TOP
bookshelf with seven books on it

7 Anticipated 2024 Poetry Releases to Preorder Now

2024 is already shaping up to be an unforgettable year of poetry. This year, collections from Pulitzer Prize winners and Guggenheim fellows hit shelves — diving into big themes like intergenerational trauma, nature, marriage and divorce, displacement, and more. Despite their differing subject matter, most of these collections directly take on the role of art and the purpose of creating it — considering the often conflicting, nuanced roles that poetry plays in times of turmoil. These seven stand-out poetry collections will remind any reader why they always return to the genre. 

 

Root Fractures by Diana Khoi Nguyen

Release date: Jan. 30

 

Kundiman fellow Diana Khoi Nguyen’s first collection, Ghost Of, was a finalist for the National Book Award and was selected by Terrence Hayes as the winner of the Omnidawn Open Contest. Its follow-up, Root Fractures, builds on many of the same themes — examining family relationships, the blur between the past and the present, and stories that unfold across generations. The mention of fractures in the title relates to the collection as a whole, as it most closely studies what’s broken and what it means to repair and heal. 

 

Happy Everything by Caitlin Cowan

Release date: Feb. 5

 

Like Root Fractures, Caitlin Cowan’s debut collection Happy Everything also investigates familial relationships and how they shift across time periods and generations. Cowan, who has been nominated for both a Pushcart and a Best of the Net Award, takes an unflinching look at the relationships women in her life have had with men, exploring the continual influence of patriarchy. Cowan also pinpoints the juxtaposition inherent to these relationships — contrasting deep love with gendered societal expectations and persisting inequality.

 

Wrong Norma by Anne Carson

Release date: Feb. 6

 

From Nox to Autobiography of Red, Anne Carson has written some of the most renowned and beloved modern-day poetry collections. In Wrong Norma, she blurs genre and brings together a wide range of her lyrical prose, noting that they all speak to different subject matter. Carson said she included the descriptor “wrong” in the book’s title as a nod to this dissonance, as works reflect on everything from the weather and classic writers to her relationship with her father. 

 

Modern Poetry by Dianne Suess

Release date: March 6

Dianne Suess has won the Pulitzer Prize and the National Book Critics Circle Award, but the outspoken writer has spoken and written about feeling both intimidated and excluded by traditional poetry canons and traditions. In Modern Poetry, she reflects on her storied history and evolving relationship with her art form, as the title comes from the first poetry textbook she ever studied. The collection both celebrates and challenges what we know about literature and the writing community, ultimately making a fierce argument that there will always be space for poetry in the world.

 

The Moon That Turns You Back by Hala Alyan

Release date: March 12

 

In The Moon That Turns You Back, novelist and poet Hala Alyan writes out of the in-between spaces and questions boundaries, borders, and the meaning of home in the face of geopolitical violence. While the poet reflects on being forced out of physical, familial, and ancestral homes, she also relates this to a feeling of being away from home or even colonized in one’s own body. In the face of these both blatant and insidious violences, the collection is ultimately a reminder of what can bring us back to ourselves and how to hold onto cultural ties and spaces when they’re threatened. 

 

With My Back to the World by Victoria Chang

Release date: April 2

 

With previous titles like Barbie Chang, which took on racialized capitalism and sexism, to Obit, which boldly and beautifully addresses the individual complexities of grief, Victoria Chang is already carving out a poetic legacy that doesn’t shy away from some of the most difficult topics. With My Back to the World continues this trajectory, as the poet vulnerably writes about a day-to-day life colored by depression. Chang also finds ways to make these topics both relatable and highly specific and personal — in With My Back to the World, she views mental health and emotions through the lens of female art and art-making, especially within the works of Agnes Martin.

 

Gospel of a Whole Sun by Katerina Jeng

Release date: May 7 

 

Gospel of a Whole Sun marks the debut poetry release from poet and community organizer Katerina Jeng. Within its pages, she finds the space to reflect and make sense of three tumultuous but ultimately life-changing years — years in which she underwent a traumatic breakup, navigated the realities of racialized violence during a pandemic, and came out as queer. In the midst of these intersecting struggles, Jeng finds herself falling in love with her life and examines how centering liberation contributed to this newfound joy. 

 

Happy reading! Looking for more poetry content for the start of the year? Check out our tips for staying motivated to write through winter.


Instructions for the task ::
Copy every line below that has the word "years" in it.

Records for the task ::
= = = = = = =

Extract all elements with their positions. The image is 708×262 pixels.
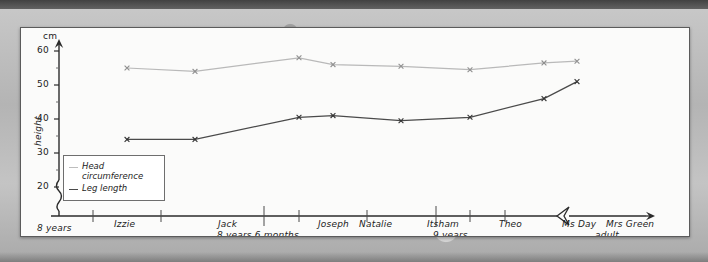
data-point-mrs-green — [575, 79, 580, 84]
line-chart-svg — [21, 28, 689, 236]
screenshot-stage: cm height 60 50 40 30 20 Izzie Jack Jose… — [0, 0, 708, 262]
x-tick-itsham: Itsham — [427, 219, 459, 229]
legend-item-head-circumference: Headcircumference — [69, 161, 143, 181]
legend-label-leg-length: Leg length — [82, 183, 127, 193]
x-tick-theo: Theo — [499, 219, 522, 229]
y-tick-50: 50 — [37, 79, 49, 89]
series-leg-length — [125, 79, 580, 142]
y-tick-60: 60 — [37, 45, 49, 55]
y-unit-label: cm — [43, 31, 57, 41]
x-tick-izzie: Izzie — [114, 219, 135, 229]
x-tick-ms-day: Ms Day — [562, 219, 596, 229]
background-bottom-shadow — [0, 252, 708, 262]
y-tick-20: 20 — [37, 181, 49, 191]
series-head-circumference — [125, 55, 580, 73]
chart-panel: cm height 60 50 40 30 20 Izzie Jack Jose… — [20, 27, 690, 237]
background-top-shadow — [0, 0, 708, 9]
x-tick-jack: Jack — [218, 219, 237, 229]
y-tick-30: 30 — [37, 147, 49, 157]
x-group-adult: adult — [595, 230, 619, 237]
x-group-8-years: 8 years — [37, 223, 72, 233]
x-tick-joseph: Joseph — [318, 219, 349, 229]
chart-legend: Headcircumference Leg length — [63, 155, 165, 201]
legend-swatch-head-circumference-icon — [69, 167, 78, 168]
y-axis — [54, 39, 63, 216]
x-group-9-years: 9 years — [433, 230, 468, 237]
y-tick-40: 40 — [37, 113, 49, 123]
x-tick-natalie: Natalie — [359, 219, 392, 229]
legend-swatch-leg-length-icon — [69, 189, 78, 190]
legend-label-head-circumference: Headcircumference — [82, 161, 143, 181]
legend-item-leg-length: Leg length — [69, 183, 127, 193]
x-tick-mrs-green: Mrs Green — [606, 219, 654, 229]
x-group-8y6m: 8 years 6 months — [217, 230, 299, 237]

= = = = = = =

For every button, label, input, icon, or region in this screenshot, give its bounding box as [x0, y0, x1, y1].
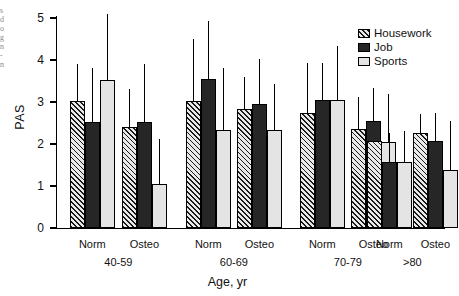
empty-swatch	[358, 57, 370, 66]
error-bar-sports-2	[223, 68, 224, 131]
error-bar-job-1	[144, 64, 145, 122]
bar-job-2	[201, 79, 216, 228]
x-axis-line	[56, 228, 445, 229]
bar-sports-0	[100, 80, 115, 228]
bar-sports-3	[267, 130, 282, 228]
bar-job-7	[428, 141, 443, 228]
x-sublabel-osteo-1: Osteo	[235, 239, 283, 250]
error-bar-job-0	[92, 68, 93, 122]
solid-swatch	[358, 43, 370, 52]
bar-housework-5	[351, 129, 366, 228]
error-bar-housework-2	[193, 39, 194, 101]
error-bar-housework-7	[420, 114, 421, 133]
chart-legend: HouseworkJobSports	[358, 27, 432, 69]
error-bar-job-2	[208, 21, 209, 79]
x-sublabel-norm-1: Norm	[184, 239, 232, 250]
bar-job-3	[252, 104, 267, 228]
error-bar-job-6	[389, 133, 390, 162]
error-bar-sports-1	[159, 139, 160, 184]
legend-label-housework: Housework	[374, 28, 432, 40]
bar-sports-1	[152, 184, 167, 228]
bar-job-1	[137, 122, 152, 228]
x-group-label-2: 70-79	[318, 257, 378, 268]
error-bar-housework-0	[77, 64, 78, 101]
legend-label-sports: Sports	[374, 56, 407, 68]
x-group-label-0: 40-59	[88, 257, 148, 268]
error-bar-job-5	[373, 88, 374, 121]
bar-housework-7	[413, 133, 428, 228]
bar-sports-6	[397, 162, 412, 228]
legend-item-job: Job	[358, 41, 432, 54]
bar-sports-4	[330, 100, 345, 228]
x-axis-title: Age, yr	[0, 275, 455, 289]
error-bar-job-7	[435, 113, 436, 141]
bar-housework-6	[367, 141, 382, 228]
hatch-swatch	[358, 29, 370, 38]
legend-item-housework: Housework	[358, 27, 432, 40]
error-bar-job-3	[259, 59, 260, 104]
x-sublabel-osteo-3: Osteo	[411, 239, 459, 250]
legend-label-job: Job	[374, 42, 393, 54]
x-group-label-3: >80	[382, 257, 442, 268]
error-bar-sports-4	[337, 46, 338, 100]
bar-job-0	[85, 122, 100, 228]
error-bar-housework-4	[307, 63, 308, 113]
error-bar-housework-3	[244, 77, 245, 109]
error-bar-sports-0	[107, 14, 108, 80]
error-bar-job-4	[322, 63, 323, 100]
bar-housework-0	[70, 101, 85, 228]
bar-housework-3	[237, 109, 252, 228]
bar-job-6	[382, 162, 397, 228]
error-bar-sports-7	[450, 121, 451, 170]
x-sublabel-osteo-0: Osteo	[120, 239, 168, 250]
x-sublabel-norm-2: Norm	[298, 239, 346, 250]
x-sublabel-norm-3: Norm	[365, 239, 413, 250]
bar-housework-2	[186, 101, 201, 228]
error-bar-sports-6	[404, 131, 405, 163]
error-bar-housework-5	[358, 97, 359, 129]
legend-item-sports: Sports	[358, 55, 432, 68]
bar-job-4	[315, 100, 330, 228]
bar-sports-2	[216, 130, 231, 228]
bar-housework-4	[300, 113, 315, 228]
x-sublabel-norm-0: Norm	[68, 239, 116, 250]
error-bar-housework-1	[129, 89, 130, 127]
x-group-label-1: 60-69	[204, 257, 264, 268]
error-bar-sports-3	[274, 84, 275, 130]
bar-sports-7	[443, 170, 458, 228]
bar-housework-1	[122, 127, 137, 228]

= = = = = = =

Completed exercise ::
x-group-8-years: 8 years — [37, 223, 72, 233]
x-group-9-years: 9 years — [433, 230, 468, 237]
x-group-8y6m: 8 years 6 months — [217, 230, 299, 237]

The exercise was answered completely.